The Secret WW2 Learning Network is an educational charity registered in the UK - a Charitable Incorporated Organisation (CIO) No. 1156796

Many of you will remember the very well-received BBC2 series: ‘Secret Agent Selection: WW2’ which featured several of our Friends and Supporters. It is still available on Netflix (see link below) for viewing, albeit retitled ‘Churchill’s Secret Agents: The New Recruits’. In episode four we saw Friend of SECRET WW2 Magda Thomas lurking in the undergrowth and subsequently, if somewhat worryingly, being awarded the accolade of being the series’ best stalker….. More seriously, Magda talked of her grandfather’s ‘secret war’ in the series and was able to use equipment similar to that operated by him.

Following the 75th anniversary of her grandfather’s death in 2023, Magda has shared her short biography of this courageous man:

My grandfather, Captain Wiktor Gilewicz (pictured), was a Polish communication officer who during WW2 was in charge of wireless communication for the underground Polish Home Army in the Siedlce Region of Eastern Poland.  November 2023 marked the 75th anniversary of his death in a Soviet work camp.

Wiktor Gilewicz was born in 1907 when Poland was still partitioned between Prussia, Russia and Austria. His family lived in the part of Poland that was under Russian occupation. As a result of these partitions, at the end of the 18th century Poland disappeared from the maps of Europe for 123 years. In 1918 Poland regained independence and then won the war with the Bolsheviks in 1920, stopping the Soviets from invading the rest of Europe. The new borders of Poland differed from those before the partition and part of the area of Eastern Poland, including Wiktor’s family’s home town of Zhytomyr, was incorporated to the Soviet Union. His family then moved to Białystok in North-eastern Poland where his father, Piotr Gilewicz, became a court judge.

After graduation from the Infantry Officers School in 1930 Wiktor joined the 22nd Infantry Regiment in Siedlce where he later met my grandmother. When the war started, his regiment was summoned to fight within the “Pomorze” Army that was defending Warsaw. Wiktor was wounded during the fighting and taken prisoner. After he left prison and was reunited with his wife and their newly born son – my father, he secretly engaged in the underground army in Siedlce as a communication officer, taking the codename “Wolf”.

In the period 1941–1944 he was a chief of the Communication Section of the Siedlce Region, in charge of receiving/transmitting stations in the area. His platoon was communicating with the centre in Stanmore (England), and from 1943 in Bari (Italy), to arrange Special Operations Executive (SOE) drops in this area. Following this communication in 1942 and 1943 several drops of people and equipment were successfully completed.

In May 1944, as a commanding communication officer in this region, he was responsible for the location and safety of radio stations in villages near Siedlce. The messages were about retrieving the German V-2 rocket which fell into the Bug river in May 1944 and did not explode. Parts of the rocket were later transported to London as a part of Operation Wildhorn III, also known as Operation Polish Bridge III.

At the end of the war as the Germans withdrew, he was arrested by the Soviet police, the NKVD, who wanted to get rid of the Home Army officers and eliminate future opposition to Soviet rule in Poland. In early 1945 Wiktor stood trial in Kutno and was sentenced to 10 years of work camps in the USSR. A single letter reached his family in Poland, dated 4 March 1946, sent from a camp in the Komi region in the Soviet Union where he wrote about his poor health, but he was still hopeful that he would get better. According to information from the Polish Red Cross received in 1960, and later confirmed in 1993 when the archives where accessible following the fall of the Soviet Union, he died two and a half years after his letter, on 10 November 1948 in Kozhva – one of the work camps near the town of Pechora, after surviving just four of his ten years’ sentence.

I mention my grandfather in episode 4 of “Churchill’s Secret Agents: The New Recruits series”, where I had the opportunity to use equipment similar to the one my grandfather and his platoon used. Taking part in the series and talking to the expert in wireless communications made me realise how challenging and dangerous his role was. He managed to survive and operate throughout the war under the German occupation, only to be arrested by the Soviets at the end of the war. The series is still available on Netflix: https://www.netflix.com/gb/title/80195811

Long-time readers of this newsletter will recall that Magda’s grandfather was not the only member of her family to take part in the secret war. Her great-aunt, Irena Piwarska (pictured right), was a member of the Polish Resistance and her story ‘She Was The Best of Us All’ can also be found in the Stories category of our web site here.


_Task directions:_ Which lines of the data below contain "population"? Please show them all.

_Data section:_
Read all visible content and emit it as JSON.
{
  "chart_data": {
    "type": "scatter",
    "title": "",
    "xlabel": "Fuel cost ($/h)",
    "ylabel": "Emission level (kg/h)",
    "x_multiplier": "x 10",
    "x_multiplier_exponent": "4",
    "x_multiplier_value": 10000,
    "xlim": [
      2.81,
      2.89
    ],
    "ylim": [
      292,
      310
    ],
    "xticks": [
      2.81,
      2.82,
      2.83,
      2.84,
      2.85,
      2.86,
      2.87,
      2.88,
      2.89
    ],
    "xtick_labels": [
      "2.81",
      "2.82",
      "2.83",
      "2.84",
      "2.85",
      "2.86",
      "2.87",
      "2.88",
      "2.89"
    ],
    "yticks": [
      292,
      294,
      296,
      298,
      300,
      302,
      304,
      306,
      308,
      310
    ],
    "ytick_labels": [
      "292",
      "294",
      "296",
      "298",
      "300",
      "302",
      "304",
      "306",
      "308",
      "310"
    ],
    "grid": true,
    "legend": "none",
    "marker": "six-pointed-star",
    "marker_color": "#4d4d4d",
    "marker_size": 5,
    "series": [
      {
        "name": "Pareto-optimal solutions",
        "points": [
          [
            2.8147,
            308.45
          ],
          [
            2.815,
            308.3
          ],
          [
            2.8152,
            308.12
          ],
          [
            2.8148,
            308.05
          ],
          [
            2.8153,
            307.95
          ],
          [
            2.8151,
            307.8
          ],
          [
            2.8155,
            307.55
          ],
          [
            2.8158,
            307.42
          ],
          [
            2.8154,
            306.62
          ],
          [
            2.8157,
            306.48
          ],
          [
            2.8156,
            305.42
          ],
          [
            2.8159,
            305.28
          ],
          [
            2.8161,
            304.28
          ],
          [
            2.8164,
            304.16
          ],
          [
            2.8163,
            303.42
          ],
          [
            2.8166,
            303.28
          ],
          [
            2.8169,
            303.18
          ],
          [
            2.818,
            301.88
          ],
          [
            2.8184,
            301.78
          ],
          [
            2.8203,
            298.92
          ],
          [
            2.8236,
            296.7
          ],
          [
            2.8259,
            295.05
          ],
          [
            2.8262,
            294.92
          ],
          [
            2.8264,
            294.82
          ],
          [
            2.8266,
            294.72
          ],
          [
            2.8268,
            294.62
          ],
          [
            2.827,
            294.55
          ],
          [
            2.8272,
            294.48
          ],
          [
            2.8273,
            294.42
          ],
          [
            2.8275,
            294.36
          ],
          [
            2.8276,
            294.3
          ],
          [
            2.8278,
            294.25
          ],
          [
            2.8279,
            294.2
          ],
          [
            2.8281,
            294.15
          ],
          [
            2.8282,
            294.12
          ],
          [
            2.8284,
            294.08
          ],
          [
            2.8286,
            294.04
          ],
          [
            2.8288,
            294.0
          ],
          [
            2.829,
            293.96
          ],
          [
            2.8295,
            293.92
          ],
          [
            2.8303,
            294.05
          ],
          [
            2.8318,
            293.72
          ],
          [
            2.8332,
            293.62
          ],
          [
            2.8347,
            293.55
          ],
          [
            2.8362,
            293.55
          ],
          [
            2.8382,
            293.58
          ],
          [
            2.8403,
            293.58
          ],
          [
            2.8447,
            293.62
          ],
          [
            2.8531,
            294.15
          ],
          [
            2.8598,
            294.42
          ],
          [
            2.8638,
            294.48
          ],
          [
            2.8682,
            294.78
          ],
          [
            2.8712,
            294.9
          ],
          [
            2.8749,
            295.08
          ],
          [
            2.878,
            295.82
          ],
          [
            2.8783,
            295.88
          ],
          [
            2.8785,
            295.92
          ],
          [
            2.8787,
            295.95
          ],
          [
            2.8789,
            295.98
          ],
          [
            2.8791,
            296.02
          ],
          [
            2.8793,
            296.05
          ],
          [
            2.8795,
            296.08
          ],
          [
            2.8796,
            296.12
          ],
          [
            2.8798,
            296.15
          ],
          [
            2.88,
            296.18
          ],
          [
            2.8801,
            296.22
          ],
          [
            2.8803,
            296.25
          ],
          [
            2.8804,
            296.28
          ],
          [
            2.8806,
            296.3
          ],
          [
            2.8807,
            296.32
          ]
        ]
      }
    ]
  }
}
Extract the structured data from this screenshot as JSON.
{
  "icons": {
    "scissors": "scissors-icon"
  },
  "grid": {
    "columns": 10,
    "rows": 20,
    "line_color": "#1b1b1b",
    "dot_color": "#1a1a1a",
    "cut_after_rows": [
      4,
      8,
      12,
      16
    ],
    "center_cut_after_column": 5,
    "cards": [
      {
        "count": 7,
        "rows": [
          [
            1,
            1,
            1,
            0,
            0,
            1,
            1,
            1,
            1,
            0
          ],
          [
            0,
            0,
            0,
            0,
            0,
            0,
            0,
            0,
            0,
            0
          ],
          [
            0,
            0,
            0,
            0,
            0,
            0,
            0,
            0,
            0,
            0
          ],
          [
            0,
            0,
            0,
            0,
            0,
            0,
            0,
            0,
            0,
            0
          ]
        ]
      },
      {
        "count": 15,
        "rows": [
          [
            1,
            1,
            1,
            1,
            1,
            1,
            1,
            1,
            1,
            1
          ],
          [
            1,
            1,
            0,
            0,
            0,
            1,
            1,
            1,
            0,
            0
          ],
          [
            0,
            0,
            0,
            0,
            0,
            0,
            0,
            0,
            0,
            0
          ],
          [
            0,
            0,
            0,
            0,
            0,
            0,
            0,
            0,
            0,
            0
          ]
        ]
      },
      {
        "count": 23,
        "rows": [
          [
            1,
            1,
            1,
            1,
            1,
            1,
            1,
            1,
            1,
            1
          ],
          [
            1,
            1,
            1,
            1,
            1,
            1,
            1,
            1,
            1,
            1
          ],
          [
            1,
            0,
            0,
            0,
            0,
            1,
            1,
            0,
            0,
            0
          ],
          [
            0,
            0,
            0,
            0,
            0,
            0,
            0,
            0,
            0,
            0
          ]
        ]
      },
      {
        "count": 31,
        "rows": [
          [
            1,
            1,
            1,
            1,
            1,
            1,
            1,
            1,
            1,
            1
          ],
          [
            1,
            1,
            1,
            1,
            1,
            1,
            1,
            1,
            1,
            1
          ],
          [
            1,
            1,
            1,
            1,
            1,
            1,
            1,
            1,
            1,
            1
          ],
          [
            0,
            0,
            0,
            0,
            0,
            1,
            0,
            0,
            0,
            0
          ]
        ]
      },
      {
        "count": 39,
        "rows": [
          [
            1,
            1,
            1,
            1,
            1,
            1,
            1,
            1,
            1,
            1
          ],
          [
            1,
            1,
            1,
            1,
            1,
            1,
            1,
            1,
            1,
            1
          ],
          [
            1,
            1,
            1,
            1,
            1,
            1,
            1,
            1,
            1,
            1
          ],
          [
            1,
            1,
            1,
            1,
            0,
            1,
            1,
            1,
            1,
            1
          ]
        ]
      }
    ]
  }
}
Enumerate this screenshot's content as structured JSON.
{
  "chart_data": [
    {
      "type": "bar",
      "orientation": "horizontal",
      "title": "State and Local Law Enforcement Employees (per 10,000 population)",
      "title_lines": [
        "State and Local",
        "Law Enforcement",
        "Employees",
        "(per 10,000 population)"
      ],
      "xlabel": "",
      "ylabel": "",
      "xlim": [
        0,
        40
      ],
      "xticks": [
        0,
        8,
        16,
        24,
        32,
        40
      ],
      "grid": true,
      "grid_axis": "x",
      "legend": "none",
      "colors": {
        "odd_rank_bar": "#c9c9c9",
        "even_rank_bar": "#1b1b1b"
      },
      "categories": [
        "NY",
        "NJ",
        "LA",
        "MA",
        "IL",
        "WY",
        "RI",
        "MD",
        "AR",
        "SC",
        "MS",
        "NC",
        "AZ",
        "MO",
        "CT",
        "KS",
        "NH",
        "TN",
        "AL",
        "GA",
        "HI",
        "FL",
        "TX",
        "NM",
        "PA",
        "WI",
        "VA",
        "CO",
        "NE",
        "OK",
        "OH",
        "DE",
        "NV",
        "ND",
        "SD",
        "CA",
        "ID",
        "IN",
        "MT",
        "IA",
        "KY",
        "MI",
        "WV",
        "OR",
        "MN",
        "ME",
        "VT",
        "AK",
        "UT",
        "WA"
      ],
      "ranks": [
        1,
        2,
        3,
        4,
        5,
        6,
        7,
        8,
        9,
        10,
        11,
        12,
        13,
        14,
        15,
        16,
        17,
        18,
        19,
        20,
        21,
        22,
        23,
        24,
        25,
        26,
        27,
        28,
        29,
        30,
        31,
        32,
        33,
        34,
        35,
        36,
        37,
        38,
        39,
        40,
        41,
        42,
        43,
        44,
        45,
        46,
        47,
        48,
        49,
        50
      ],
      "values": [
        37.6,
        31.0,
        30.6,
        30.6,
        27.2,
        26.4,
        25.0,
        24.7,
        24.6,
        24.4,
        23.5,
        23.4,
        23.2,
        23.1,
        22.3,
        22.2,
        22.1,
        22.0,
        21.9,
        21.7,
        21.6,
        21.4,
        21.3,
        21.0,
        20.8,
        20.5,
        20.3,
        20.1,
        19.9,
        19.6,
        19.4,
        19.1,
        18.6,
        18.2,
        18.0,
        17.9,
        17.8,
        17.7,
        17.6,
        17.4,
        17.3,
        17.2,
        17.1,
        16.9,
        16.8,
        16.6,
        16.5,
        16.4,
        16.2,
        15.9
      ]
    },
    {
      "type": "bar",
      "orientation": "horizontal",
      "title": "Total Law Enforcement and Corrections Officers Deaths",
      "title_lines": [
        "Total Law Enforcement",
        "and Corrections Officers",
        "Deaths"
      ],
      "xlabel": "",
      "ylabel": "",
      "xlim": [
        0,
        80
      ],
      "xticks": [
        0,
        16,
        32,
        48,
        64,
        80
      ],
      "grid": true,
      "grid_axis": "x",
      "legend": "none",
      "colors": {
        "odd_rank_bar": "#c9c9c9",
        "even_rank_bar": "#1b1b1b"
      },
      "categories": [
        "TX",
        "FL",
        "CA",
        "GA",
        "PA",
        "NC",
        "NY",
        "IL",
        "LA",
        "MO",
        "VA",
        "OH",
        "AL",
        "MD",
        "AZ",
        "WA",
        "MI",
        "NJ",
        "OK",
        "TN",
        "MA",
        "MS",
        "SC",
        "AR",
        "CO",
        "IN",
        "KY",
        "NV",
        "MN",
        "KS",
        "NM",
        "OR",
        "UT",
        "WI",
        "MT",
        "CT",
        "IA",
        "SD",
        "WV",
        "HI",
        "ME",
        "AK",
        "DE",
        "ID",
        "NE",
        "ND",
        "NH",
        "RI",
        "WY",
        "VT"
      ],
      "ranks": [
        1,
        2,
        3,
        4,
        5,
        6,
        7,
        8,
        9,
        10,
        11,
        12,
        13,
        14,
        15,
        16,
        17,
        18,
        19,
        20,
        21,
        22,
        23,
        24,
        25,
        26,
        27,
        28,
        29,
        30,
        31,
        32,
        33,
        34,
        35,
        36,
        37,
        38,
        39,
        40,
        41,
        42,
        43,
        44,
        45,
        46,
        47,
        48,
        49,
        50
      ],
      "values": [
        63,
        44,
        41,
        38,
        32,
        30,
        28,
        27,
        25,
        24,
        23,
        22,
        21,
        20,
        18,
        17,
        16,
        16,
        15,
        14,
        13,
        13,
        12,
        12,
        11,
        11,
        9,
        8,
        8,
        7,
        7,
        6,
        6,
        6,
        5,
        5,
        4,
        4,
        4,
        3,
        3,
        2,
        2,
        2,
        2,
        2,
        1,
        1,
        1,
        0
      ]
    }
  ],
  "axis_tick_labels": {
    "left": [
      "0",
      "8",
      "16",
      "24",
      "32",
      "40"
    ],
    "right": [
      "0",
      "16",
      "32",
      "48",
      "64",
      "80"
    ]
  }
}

_Answer area:_
      "title": "State and Local Law Enforcement Employees (per 10,000 population)",
        "(per 10,000 population)"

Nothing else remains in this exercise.